Mulrine v University of Ulster: CANI 1993

An employee was employed under a contract of employment for 2 years with a waiver clause. 5 weeks before the end of that period the employer wrote to the employee, extending her contract by nearly 4 months and specifying that all other conditions of the contract were to remain.
Held: ‘In many cases the correct answer may be reached by applying the ‘Denning test’, but if as in this case, an unfair and unreasonable result is produced one must go back and ask the allegedly more difficult question : was the second contract an extension of the first?’ If an employer became liable to make an unfair dismissal payment by extending for a short period a contract under which the employee had surrendered her compensation rights would be a conclusion which would be: ‘irrational, unjust and contrary to the clear contractual terms into which the parties had chosen to enter.’ Sir Brian Hutton LCJ: it was clear as a matter of construction that the employee was not employed under a new and separate contract when the original contract was extended but that she was employed under a contract for a fixed term of two years which was extended or renewed to make it a fixed term of two years, three months and three weeks. It was unreasonable and unjust to hold that because of the extension the employer lost the benefit of the exclusion clause which would have operated to protect it if the employment had ended on the expiry of the term of two years.

Judges:

MacDermott LJ, Sir Brian Hutton LCJ

Citations:

[1993] IRLR 545

Jurisdiction:

Northern Ireland

Citing:

CitedBBC v Ioannou CA 1975
Mr I was employed on a 3-year contract determinable on notice.

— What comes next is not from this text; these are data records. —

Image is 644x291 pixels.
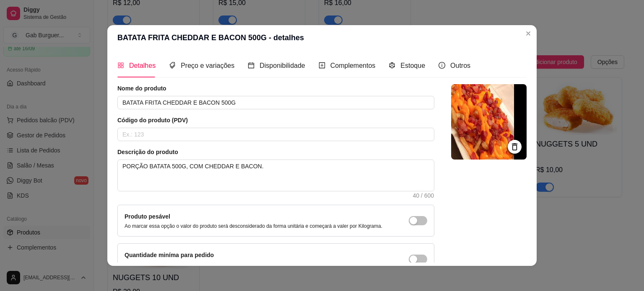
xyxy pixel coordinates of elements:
[129,62,156,69] span: Detalhes
[117,96,434,109] input: Ex.: Hamburguer de costela
[400,62,425,69] span: Estoque
[450,62,470,69] span: Outros
[117,62,124,69] span: appstore
[330,62,376,69] span: Complementos
[125,252,213,258] label: Quantidade miníma para pedido
[521,27,535,40] button: Close
[117,128,434,141] input: Ex.: 123
[125,261,305,268] p: Ao habilitar seus clientes terão que pedir uma quantidade miníma desse produto.
[107,25,537,50] header: BATATA FRITA CHEDDAR E BACON 500G - detalhes
[117,147,434,156] article: Descrição do produto
[451,84,527,159] img: logo da loja
[247,62,255,69] span: calendar
[117,116,434,124] article: Código do produto (PDV)
[180,62,235,69] span: Preço e variações
[169,62,176,69] span: tags
[438,62,445,69] span: info-circle
[118,160,433,191] textarea: PORÇÃO BATATA 500G, COM CHEDDAR E BACON.
[319,62,325,69] span: plus-square
[125,213,170,220] label: Produto pesável
[388,62,395,69] span: code-sandbox
[125,222,382,230] p: Ao marcar essa opção o valor do produto será desconsiderado da forma unitária e começará a valer ...
[117,84,434,92] article: Nome do produto
[259,62,305,69] span: Disponibilidade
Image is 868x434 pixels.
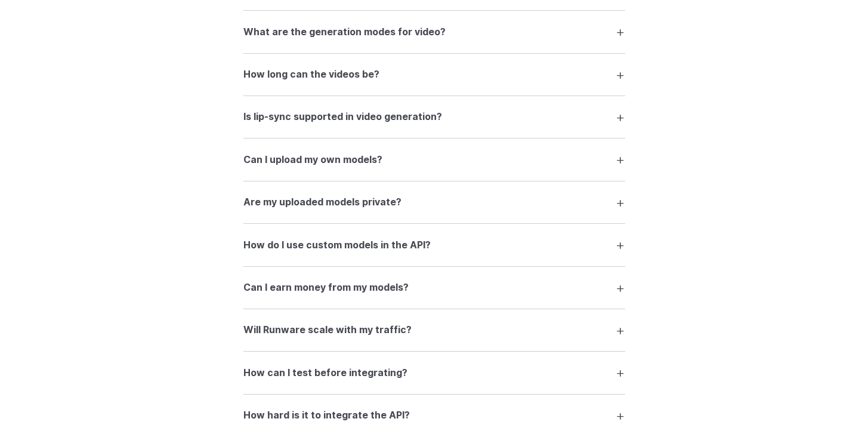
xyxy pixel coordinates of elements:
[244,63,625,86] summary: How long can the videos be?
[244,404,625,426] summary: How hard is it to integrate the API?
[244,237,431,253] h3: How do I use custom models in the API?
[244,20,625,43] summary: What are the generation modes for video?
[244,25,445,40] h3: What are the generation modes for video?
[244,109,443,124] h3: Is lip-sync supported in video generation?
[244,195,401,210] h3: Are my uploaded models private?
[244,318,625,341] summary: Will Runware scale with my traffic?
[244,191,625,213] summary: Are my uploaded models private?
[244,365,407,380] h3: How can I test before integrating?
[244,105,625,128] summary: Is lip-sync supported in video generation?
[244,407,410,423] h3: How hard is it to integrate the API?
[244,276,625,299] summary: Can I earn money from my models?
[244,322,412,337] h3: Will Runware scale with my traffic?
[244,233,625,256] summary: How do I use custom models in the API?
[244,280,409,295] h3: Can I earn money from my models?
[244,361,625,383] summary: How can I test before integrating?
[244,152,382,167] h3: Can I upload my own models?
[244,67,380,82] h3: How long can the videos be?
[244,148,625,171] summary: Can I upload my own models?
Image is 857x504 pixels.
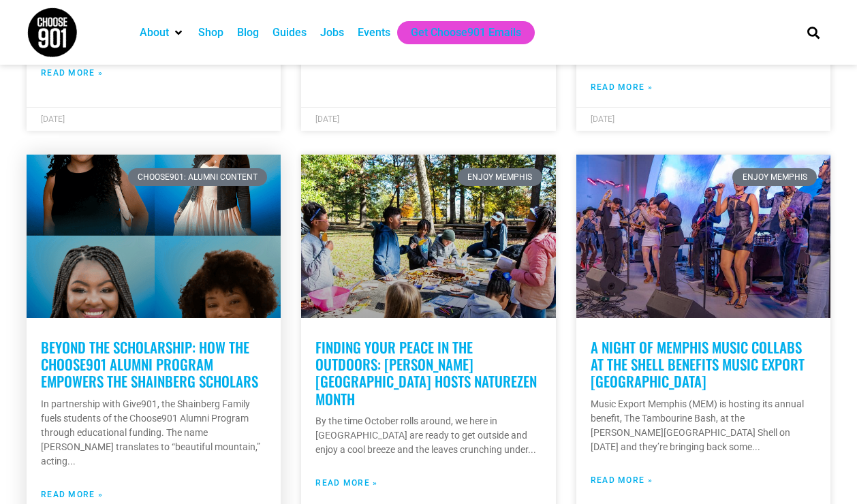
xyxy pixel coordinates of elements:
a: Get Choose901 Emails [411,24,521,41]
a: Events [358,24,390,41]
p: Music Export Memphis (MEM) is hosting its annual benefit, The Tambourine Bash, at the [PERSON_NAM... [591,397,816,454]
div: Search [802,21,825,43]
a: Shop [198,24,223,41]
a: Shainberg Scholars Featured [27,155,281,318]
a: Blog [237,24,258,41]
a: A night of Memphis music collabs at The Shell benefits Music Export [GEOGRAPHIC_DATA] [591,336,804,392]
a: Beyond the Scholarship: How the Choose901 Alumni Program empowers the Shainberg Scholars [41,336,258,392]
a: Read more about A night of Memphis music collabs at The Shell benefits Music Export Memphis [591,474,653,486]
a: Jobs [320,24,344,41]
a: Read more about Playhouse on the Square Reveals Six Finalists for 2025 NewWorks Playwriting Compe... [591,81,653,93]
p: In partnership with Give901, the Shainberg Family fuels students of the Choose901 Alumni Program ... [41,397,266,469]
a: About [140,24,169,41]
span: [DATE] [316,114,339,124]
a: Guides [272,24,307,41]
div: Enjoy Memphis [457,169,542,186]
div: Choose901: Alumni Content [128,169,268,186]
p: By the time October rolls around, we here in [GEOGRAPHIC_DATA] are ready to get outside and enjoy... [316,414,541,457]
div: About [133,21,191,44]
a: Read more about Beyond the Scholarship: How the Choose901 Alumni Program empowers the Shainberg S... [41,489,103,501]
a: Read more about From waste to worth: How Project Green Fork rescued 250,000 pounds of food for Me... [41,67,103,79]
a: Finding your peace in the outdoors: [PERSON_NAME][GEOGRAPHIC_DATA] hosts NatureZen Month [316,336,537,409]
a: Read more about Finding your peace in the outdoors: Overton Park hosts NatureZen Month [316,477,377,489]
span: [DATE] [591,114,615,124]
div: Enjoy Memphis [732,169,817,186]
span: [DATE] [41,114,65,124]
nav: Main nav [133,21,784,44]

The contract was renewed by a 2-year extension, followed by a one-year extension, and a waiver clause was agreed for the latter extension. The statute required the fixed term to be of . .

Cited by:

CitedBritish Broadcasting Corporation v Kelly-Phillips CA 24-Apr-1998
When a one year fixed term employment contract was extended by a period of less than a year, but then not again renewed, there was no unfair dismissal, since the exemption for the original term applied also to any extension. There had been . .
Lists of cited by and citing cases may be incomplete.